Review of Mitch Pearlstein’s From Family Collapse to America’s Decline: The Educational, Economic, and Social Costs of Family Fragmentation (ISI, Aug 2011) ISBN: 978- 1607093626. Paperback, 165 pages; $24.95.

The American economy remains sluggish and, from all over the political spectrum, particularly the left, people have turned their attention to inequality. The Occupy Wall Street movement, though without actual plans for reform, emphasizes the growing inequality between the top one percent and the 99 percent of Americans below them, with the implication that income growth among top earners means less for everybody else. Supporting this line of thinking, the New York Times published an article in early November titled, “The Rich Get Richer,” which somewhat misleadingly implied that the rich were indeed getting richer, even through the last three years, while the poor were getting poorer. Michael Medved, among other commentators, pointed out that, buried in the story, a study by the Congressional Budget Office was mentioned showing that from 1980- 2007 the richest Americans were indeed getting richer by leaps and bounds; by progressively smaller leaps, so were the middle class and low income earners.
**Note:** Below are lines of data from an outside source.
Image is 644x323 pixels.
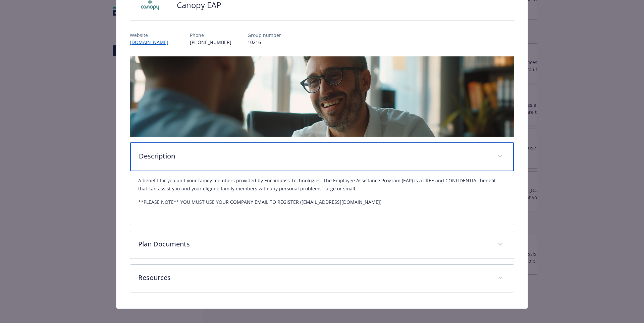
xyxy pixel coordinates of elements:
p: **PLEASE NOTE** YOU MUST USE YOUR COMPANY EMAIL TO REGISTER ([EMAIL_ADDRESS][DOMAIN_NAME]) [138,198,506,206]
p: Group number [247,31,281,39]
p: A benefit for you and your family members provided by Encompass Technologies. The Employee Assist... [138,177,506,193]
div: Resources [130,264,514,292]
div: Plan Documents [130,231,514,259]
div: Description [130,142,514,171]
p: Resources [138,272,490,283]
p: Plan Documents [138,239,490,249]
p: [PHONE_NUMBER] [190,39,231,46]
p: Phone [190,31,231,39]
p: Description [139,151,489,161]
p: 10216 [247,39,281,46]
p: Website [130,31,174,39]
a: [DOMAIN_NAME] [130,39,174,45]
div: Description [130,171,514,225]
img: banner [130,56,514,137]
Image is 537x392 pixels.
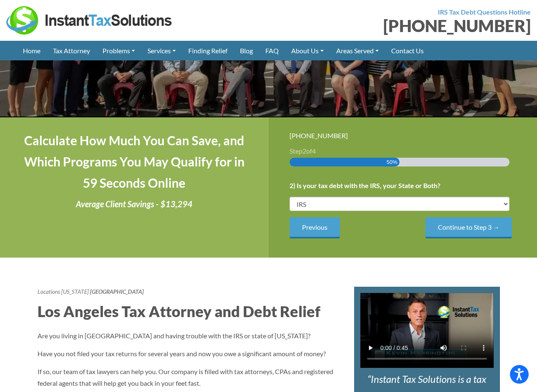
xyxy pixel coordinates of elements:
[289,181,441,190] label: 2) Is your tax debt with the IRS, your State or Both?
[312,147,316,155] span: 4
[47,41,96,60] a: Tax Attorney
[61,288,88,295] a: [US_STATE]
[387,158,397,166] span: 50%
[21,130,248,193] h4: Calculate How Much You Can Save, and Which Programs You May Qualify for in 59 Seconds Online
[76,199,192,209] i: Average Client Savings - $13,294
[6,15,173,24] a: Instant Tax Solutions Logo
[37,301,342,322] h2: Los Angeles Tax Attorney and Debt Relief
[259,41,285,60] a: FAQ
[141,41,182,60] a: Services
[289,148,516,154] h3: Step of
[234,41,259,60] a: Blog
[303,147,306,155] span: 2
[426,218,512,239] input: Continue to Step 3 →
[182,41,234,60] a: Finding Relief
[385,41,430,60] a: Contact Us
[275,17,531,34] div: [PHONE_NUMBER]
[330,41,385,60] a: Areas Served
[37,366,342,389] p: If so, our team of tax lawyers can help you. Our company is filled with tax attorneys, CPAs and r...
[90,288,144,295] strong: [GEOGRAPHIC_DATA]
[6,6,173,34] img: Instant Tax Solutions Logo
[37,288,60,295] a: Locations
[17,41,47,60] a: Home
[438,8,531,16] strong: IRS Tax Debt Questions Hotline
[289,130,516,141] div: [PHONE_NUMBER]
[96,41,141,60] a: Problems
[289,218,340,239] input: Previous
[285,41,330,60] a: About Us
[37,330,342,341] p: Are you living in [GEOGRAPHIC_DATA] and having trouble with the IRS or state of [US_STATE]?
[37,348,342,359] p: Have you not filed your tax returns for several years and now you owe a significant amount of money?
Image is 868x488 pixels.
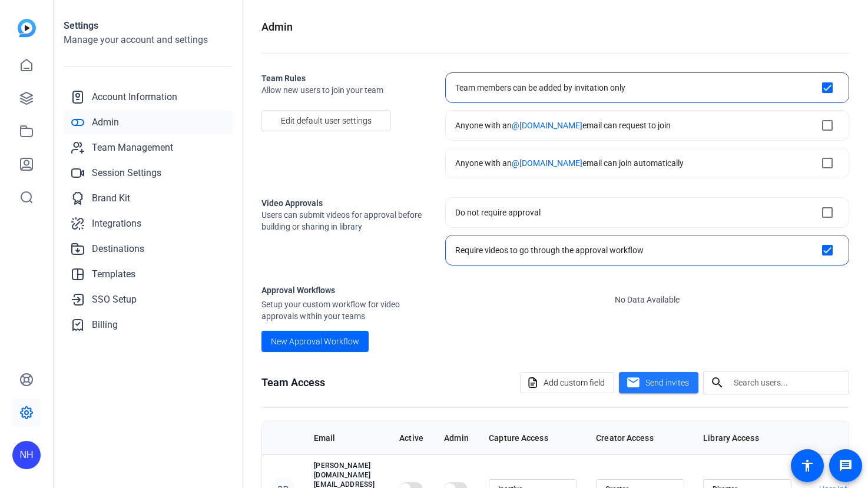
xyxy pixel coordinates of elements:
h1: Approval Workflows [261,284,426,296]
h1: Team Access [261,375,325,391]
a: SSO Setup [64,288,232,312]
span: Templates [92,267,136,282]
div: Do not require approval [455,206,540,219]
a: Team Management [64,136,232,159]
span: @[DOMAIN_NAME] [511,159,582,167]
h1: Settings [64,19,232,33]
span: Account Information [92,90,177,105]
span: Destinations [92,242,144,256]
span: Admin [92,115,119,129]
a: Templates [64,262,232,286]
th: Active [390,422,434,454]
span: Send invites [645,376,689,389]
span: Allow new users to join your team [261,84,426,96]
div: Team members can be added by invitation only [455,81,625,94]
th: Admin [434,422,479,454]
span: Team Management [92,141,173,155]
input: Search users... [733,376,840,390]
span: Add custom field [543,371,604,394]
div: Anyone with an email can join automatically [455,157,684,169]
a: Account Information [64,85,232,109]
button: Edit default user settings [261,110,391,131]
h2: Video Approvals [261,198,426,209]
th: Capture Access [479,422,586,454]
div: Anyone with an email can request to join [455,120,670,131]
mat-icon: message [838,459,852,473]
span: Edit default user settings [281,110,371,132]
span: Setup your custom workflow for video approvals within your teams [261,298,426,322]
th: Creator Access [586,422,694,454]
h2: Manage your account and settings [64,33,232,47]
th: Library Access [694,422,801,454]
span: Users can submit videos for approval before building or sharing in library [261,209,426,232]
button: Add custom field [520,372,614,393]
div: NH [12,441,41,469]
mat-icon: accessibility [800,459,814,473]
a: Billing [64,314,232,337]
h2: Team Rules [261,73,426,84]
mat-icon: mail [625,376,640,391]
button: Send invites [618,372,698,393]
p: No Data Available [445,284,849,315]
span: New Approval Workflow [271,336,359,348]
th: Email [305,422,390,454]
span: Integrations [92,217,141,231]
img: blue-gradient.svg [18,19,36,37]
span: SSO Setup [92,292,136,306]
span: Brand Kit [92,191,130,205]
h1: Admin [261,19,292,35]
button: New Approval Workflow [261,330,368,352]
div: Require videos to go through the approval workflow [455,244,643,256]
a: Admin [64,111,232,135]
span: @[DOMAIN_NAME] [511,120,582,130]
a: Session Settings [64,161,232,185]
a: Brand Kit [64,187,232,210]
a: Destinations [64,237,232,260]
span: Session Settings [92,166,161,180]
mat-icon: search [702,376,731,390]
span: Billing [92,318,118,332]
a: Integrations [64,212,232,236]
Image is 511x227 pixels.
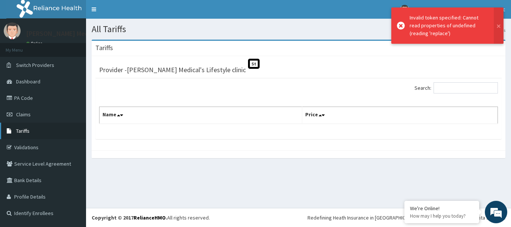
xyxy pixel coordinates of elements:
strong: Copyright © 2017 . [92,214,167,221]
span: [PERSON_NAME] Medical's Lifestyle Clinic [414,6,506,13]
img: User Image [400,5,409,14]
input: Search: [434,82,498,94]
th: Name [100,107,302,124]
div: Invalid token specified: Cannot read properties of undefined (reading 'replace') [410,14,487,37]
footer: All rights reserved. [86,208,511,227]
div: We're Online! [410,205,474,212]
a: RelianceHMO [134,214,166,221]
div: Redefining Heath Insurance in [GEOGRAPHIC_DATA] using Telemedicine and Data Science! [308,214,506,222]
a: Online [26,41,44,46]
span: Tariffs [16,128,30,134]
h3: Tariffs [95,45,113,51]
p: [PERSON_NAME] Medical's Lifestyle Clinic [26,30,149,37]
p: How may I help you today? [410,213,474,219]
span: St [248,59,260,69]
span: Switch Providers [16,62,54,68]
img: User Image [4,22,21,39]
th: Price [302,107,498,124]
span: Dashboard [16,78,40,85]
h3: Provider - [PERSON_NAME] Medical's Lifestyle clinic [99,67,246,73]
span: Claims [16,111,31,118]
h1: All Tariffs [92,24,506,34]
label: Search: [415,82,498,94]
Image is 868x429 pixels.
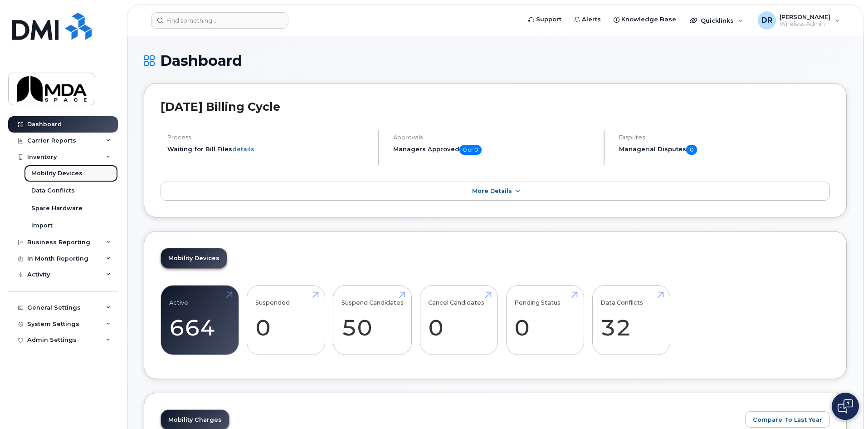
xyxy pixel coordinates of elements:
[167,145,370,153] li: Waiting for Bill Files
[472,188,512,194] span: More Details
[753,415,822,424] span: Compare To Last Year
[167,134,370,141] h4: Process
[144,53,846,69] h1: Dashboard
[686,145,697,155] span: 0
[393,145,596,155] h5: Managers Approved
[514,290,575,350] a: Pending Status 0
[600,290,661,350] a: Data Conflicts 32
[745,411,829,427] button: Compare To Last Year
[393,134,596,141] h4: Approvals
[232,145,254,152] a: details
[428,290,489,350] a: Cancel Candidates 0
[341,290,404,350] a: Suspend Candidates 50
[169,290,230,350] a: Active 664
[837,399,853,414] img: Open chat
[619,134,829,141] h4: Disputes
[161,248,227,268] a: Mobility Devices
[255,290,316,350] a: Suspended 0
[161,100,829,114] h2: [DATE] Billing Cycle
[459,145,481,155] span: 0 of 0
[619,145,829,155] h5: Managerial Disputes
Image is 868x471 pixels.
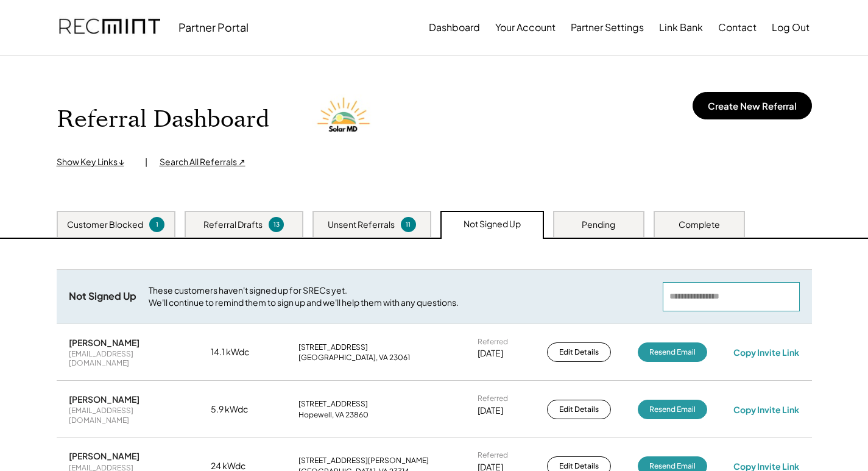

Not to mention the fact that there was a great deal of mobility between classes. In any case, the top one percent lost the most money in terms of absolute dollars after the 2008 financial meltdown.

But if the Occupiers were right about one thing, it was that there is a growing inequality in American life. Scott Winship, relying on the findings of the Pew Charitable Trust’s Economic Mobility Project as evaluated by his colleagues at the centerleft Brookings Institution, shows that though the gains have not been as startling in the last few decades as they were for Americans 40 years back, what has been evident is indeed “pervasive economic mobility.” Pervasive indeed, from downward mobility from the top and middle to upward mobility from the middle. The exception, he notes, is “upward mobility from the bottom.”